When it comes to incident response, IT teams are rewarded for rapid response, including automation wherever practical. The default response for most IT security events is to block them immediately, but that’s rarely the right response in an OT environment. Every component in an ICS network is part of a larger process in a very distributed environment. Removing one link can break the whole chain. OT responses must consider criticality as well as potential impact on physical processes and safety. As a result, playbooks often include manual intervention.  

Walk the Production Floor

Creating a merged IT/OT SOC goes well beyond feeding data from your industrial environment into your security information event management system (SIEM) or similar IT security platform so the team can identify issues. Ideally you want an OT/ICS cybersecurity expert in the SOC, but that skillset is rare. Many teams find it easier to train IT people on OT sensitivities than to train OT people on IT cybersecurity skills.

Nothing beats spending time on the production floor talking to plant managers, engineers and operators who understand ICSs inside out, even if they’ve never heart of deep packet inspection (DPI), lateral movement or advanced persistent threats (APTs). Along the way analysts will come up close and personal with decades-old legacy devices that are insecure by design and industrial processes that run 24/7/365, with a narrow annual maintenance window that upgrades and patches must fit into.

Becoming a familiar face on the floor and being willing to learn goes a long way toward bridging the IT/OT cultural divide. Just as when a foreign traveler makes an effort to at least say “please” and “thank you” in the native language, perhaps even cracking open a phrasebook now and then, whenIT SOC members show a genuine interest in understanding of operational environments they open the door to effective collaboration.

Dial Down the Noise

Alert tuning is one of the best ways to ease tensions between IT or OT worlds — and get the most value out of your OT monitoring and threat detection platform. There are dozens of different types of alerts and severity levels in industrial settings.
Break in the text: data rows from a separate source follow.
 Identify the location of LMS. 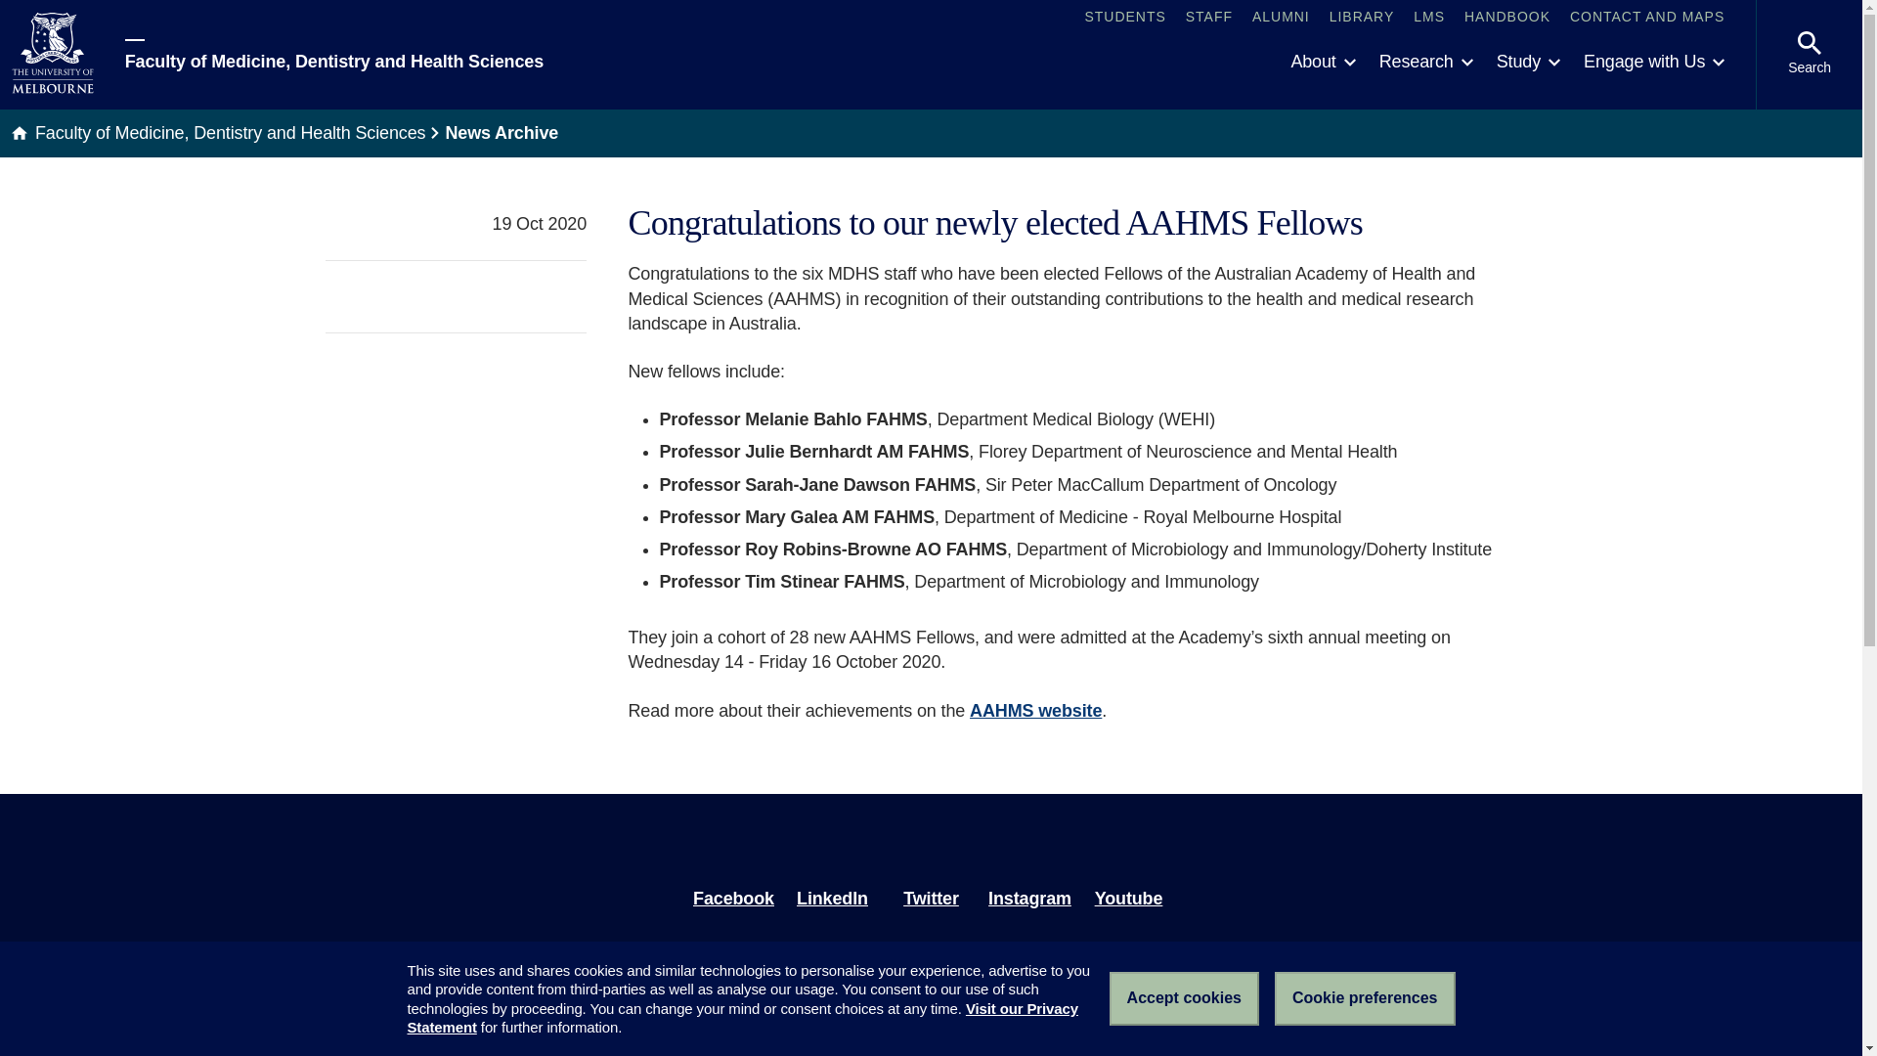
(1429, 18).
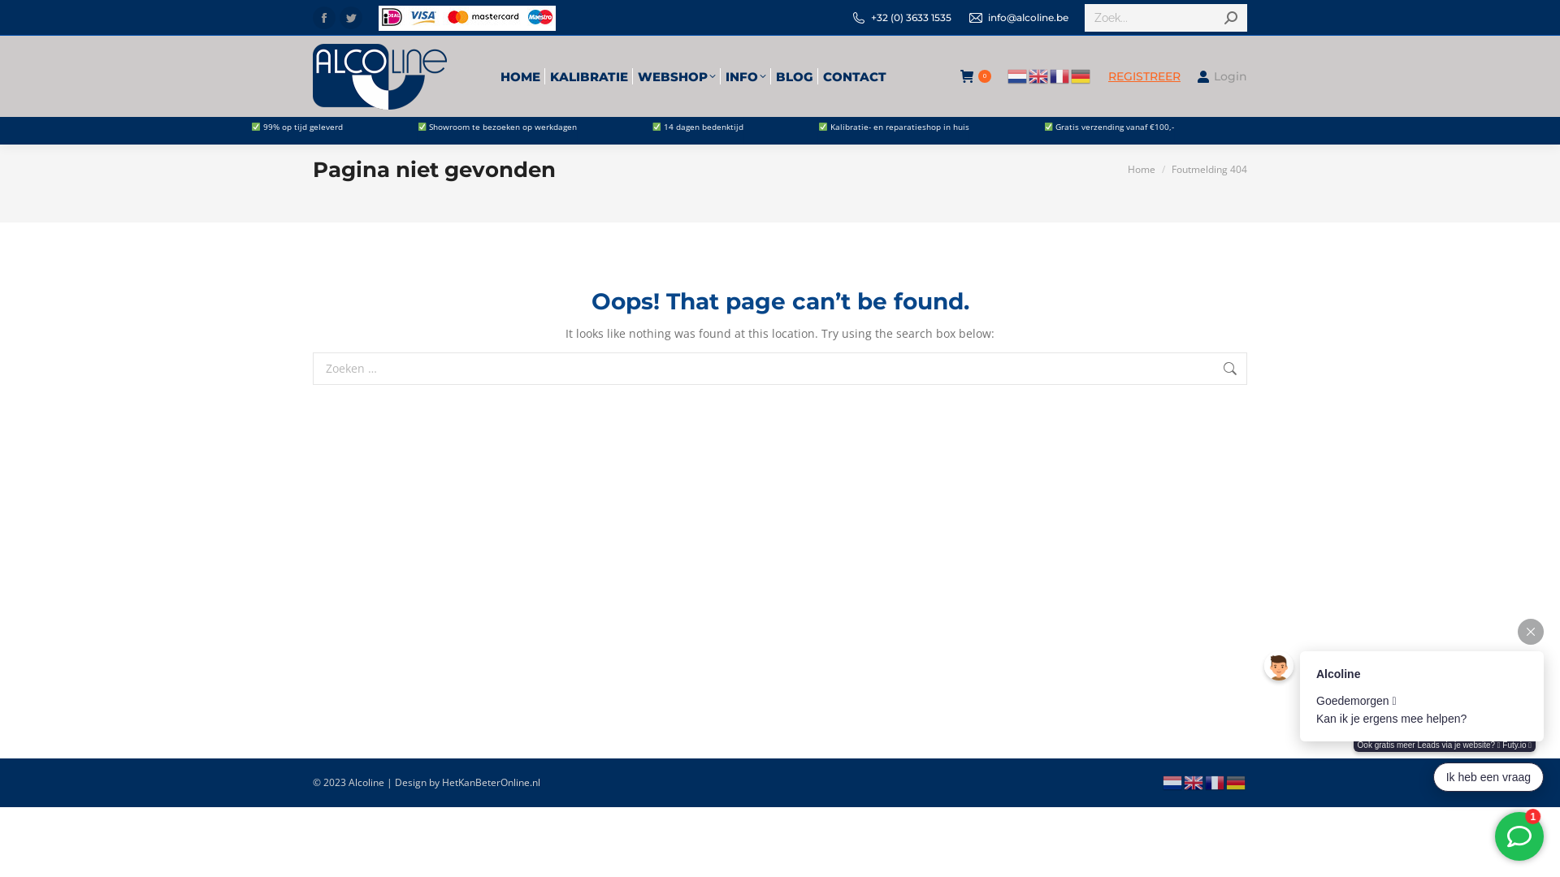 Image resolution: width=1560 pixels, height=877 pixels. I want to click on HetKanBeterOnline.nl, so click(491, 783).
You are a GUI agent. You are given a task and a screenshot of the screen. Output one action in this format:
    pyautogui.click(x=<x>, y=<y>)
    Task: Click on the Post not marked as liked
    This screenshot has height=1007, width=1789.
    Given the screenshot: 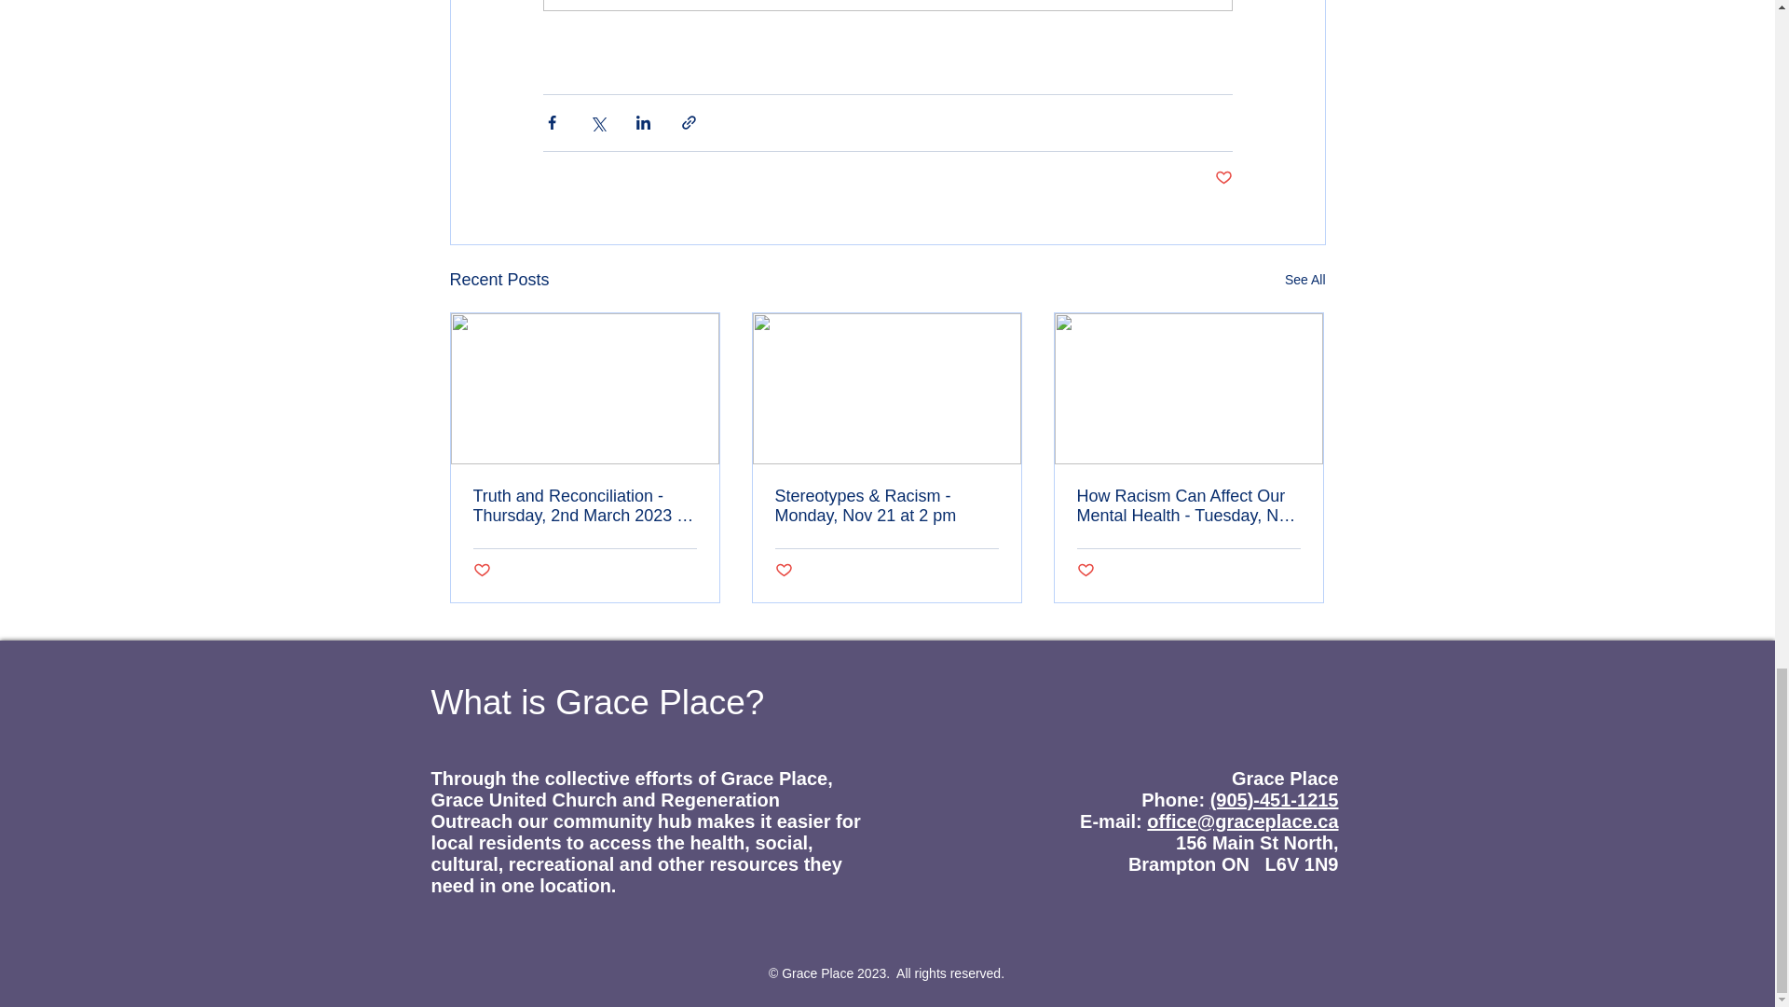 What is the action you would take?
    pyautogui.click(x=783, y=570)
    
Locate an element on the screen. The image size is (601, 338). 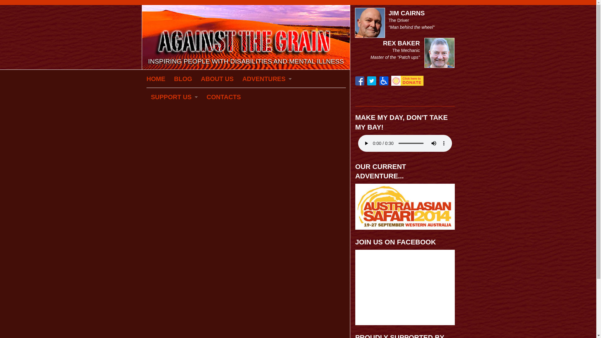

Many of the alerts that will catch an IT SOC analyst’s attention are just noise to an OT operator who knows their environment. Setting process variable-specific thresholds that effectively mute nuisance alerts saves the SOC team a lot of effort. If a device in an industrial process starts dropping 10 packets over time, that’s not a big deal. If the same process starts dropping hundreds of packets, that’s something to investigate.

Establish a Single Security and Risk Management Function

To properly protect OT systems, it takes both IT skills and OT knowledge. As far back as 2017, Gartner was recommending that organizations move to an integrated IT/OT SOC:

“In a continuously evolving threat landscape, a single established security and risk management function is better positioned to address these threats across both IT and OT. A single leader of this function can also be held accountable for the organization's overall digital risk. As an added benefit, scarce security resources can now be deployed to address both IT and OT." 

Gartner, How to Organize Security and Risk Management in a Converged IT/OT Environment, 2017.

 It has taken some time for organizations to heed this advice, and scant data is available regarding the pace of SOC integration. But a merged SOC is the de facto enforcement mechanism for managing enterprise risk. To work, SOC staff must be educated on the sensitivity and criticality ofOT networks and their mitigation constraints. They must also have the right tools, such as OT-specific solutions that safely monitor networks and devices and understand unfamiliar protocols, as well as OT-specific threat intelligence.A nd they must be willing to reach out to OT experts who can explain important context and collaborate on safe incident handling.